🚨 ONE DATE. THEN 159,000 MESSAGES. Police say it started as flirty follow-ups… then spiraled into nonstop texts, voicemails, and uninvited visits — the chilling detail is the messages kept coming even after the arrest

The bizarre and disturbing case of Jacqueline Ades, a 31-year-old woman from Phoenix, Arizona, gained widespread attention in 2018–2019 after she was arrested for allegedly bombarding a man with over 159,000 text messages following a single date. What began as a seemingly normal encounter through a dating site escalated into a prolonged stalking incident involving harassment, threats, and trespassing, highlighting the dangers of obsessive behavior amplified by digital communication.

The Incident and Timeline

Ades and the unnamed man met online and went on one date in 2017. After the date, he did not pursue further contact, but Ades reportedly refused to accept the rejection. Over the next approximately 10 months (starting around July 2017), she sent him more than 159,000 text messages—an average of roughly 530 messages per day if spread evenly across 300 days. Many messages expressed intense affection or declarations of love, while others turned deeply threatening and graphic.

Some of the most alarming texts included:

“I’d make sushi outta ur kidneys n chopsticks outta ur hand bones.”
“I’d wear ur fascia n the top of ur skull n ur hands n feet.”

These messages were revealed through police records obtained by The Arizona Republic in early 2019, updating earlier reports that cited around 65,000 texts.

The harassment extended beyond messaging. In July 2017, the man found Ades parked outside his home in Paradise Valley (a suburb of Phoenix). Police escorted her away, after which the barrage of threatening texts intensified. Ades later claimed some of the extreme statements were “in jest” and not meant seriously, telling officers things like, “It’s funny,” regarding the fascia comment, and acknowledging that her behavior wasn’t “normal.”

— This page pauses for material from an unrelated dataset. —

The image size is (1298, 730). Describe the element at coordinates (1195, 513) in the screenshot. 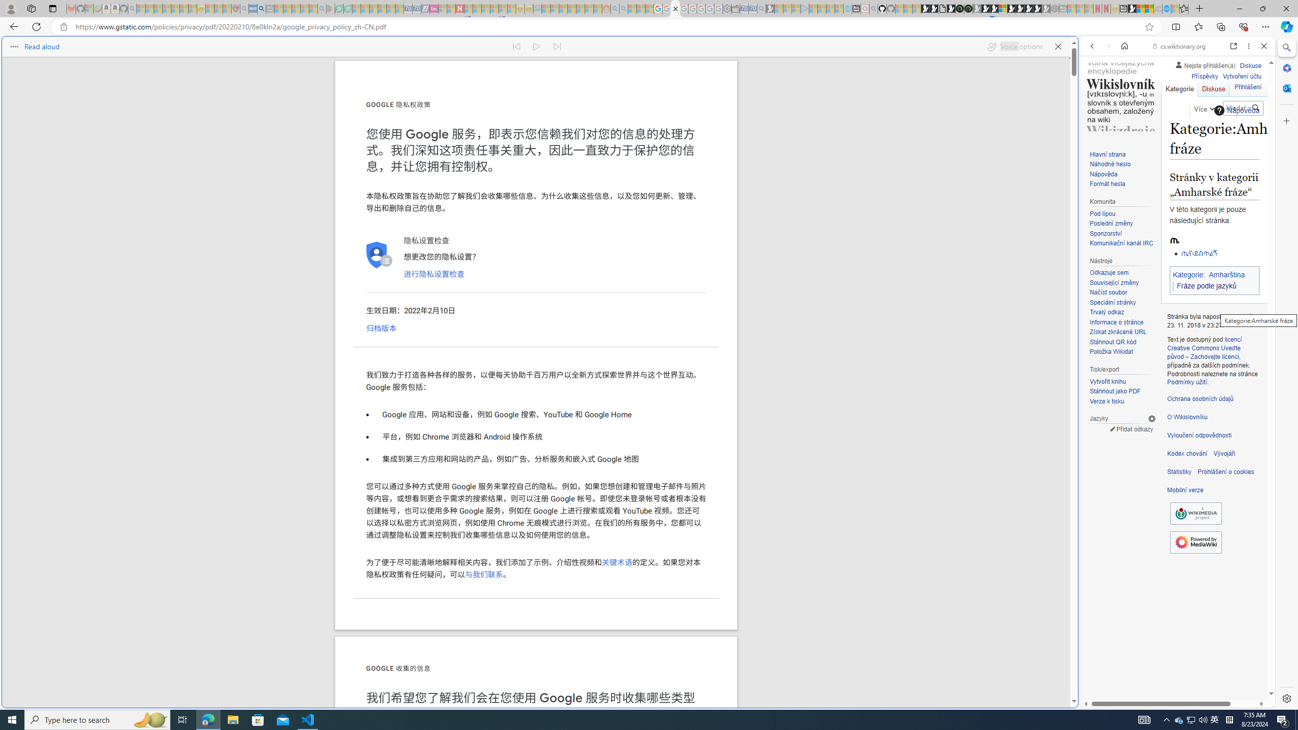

The situation reached a dramatic peak in April 2018 when the man was out of the country. Police discovered Ades inside his home, reportedly taking a bath in his bathtub. She told officers she had “made up a whole scenario in my head where I live here” and was pretending it was real. A large butcher knife was found in her car (after she allowed officers to retrieve her purse). Ades had also reportedly shown up at his workplace, claiming to be his wife.

Arrest and Charges

Ades was arrested in May 2018 on charges including:

Stalking (felony)
Threatening and intimidating (felony)
Harassment (misdemeanor)
Criminal trespassing

She pleaded not guilty, and her case drew significant media coverage, including interviews where she spoke from jail about her actions and the man she believed she was “destined” to be with.

Mental Health Aspects and Outcome

The case raised serious questions about mental health. In 2019, Ades was found mentally incompetent to stand trial under Arizona’s Rule 11 proceedings (which evaluate a defendant’s ability to understand charges and assist in their defense). She spent nearly two years in jail or related custody. Reports indicate she rejected a plea bargain, reportedly believing it was a test of her resolve or part of a larger scenario involving the victim. She insisted on a jury trial, convinced they would see she was “perfect” for him.

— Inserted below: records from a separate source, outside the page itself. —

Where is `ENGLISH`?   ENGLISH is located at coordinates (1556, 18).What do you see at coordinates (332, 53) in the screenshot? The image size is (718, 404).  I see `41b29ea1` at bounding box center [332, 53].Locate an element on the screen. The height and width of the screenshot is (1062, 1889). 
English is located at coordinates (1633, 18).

While exact final sentencing details vary in secondary reports, the case ultimately emphasized mental health intervention over purely punitive measures, as is common when incompetence is ruled.

Why It Resonates Today

This story periodically resurfaces on social media (e.g., Instagram reels, Reddit threads, Facebook posts from figures like Antonio Brown, and TikTok-style videos) as a viral “true crime” or cautionary tale, often in 2025–2026 reposts with captions like “Woman arrested after sending 159,000 messages after first date.” The extreme volume of messages—far beyond typical “texting too much”—combined with the graphic threats and bizarre home invasion, makes it memorable. It serves as a stark reminder of how rejection can spiral into obsession, the risks of online dating, boundaries in digital communication, and the need for early intervention in stalking cases.

No recent (2024–2026) similar incidents matching this exact description appear in reliable sources; the details trace back consistently to the 2018 Arizona case. Modern discussions often tie it to broader issues like cyberstalking laws, mental health support, and how apps/websites handle persistent unwanted contact.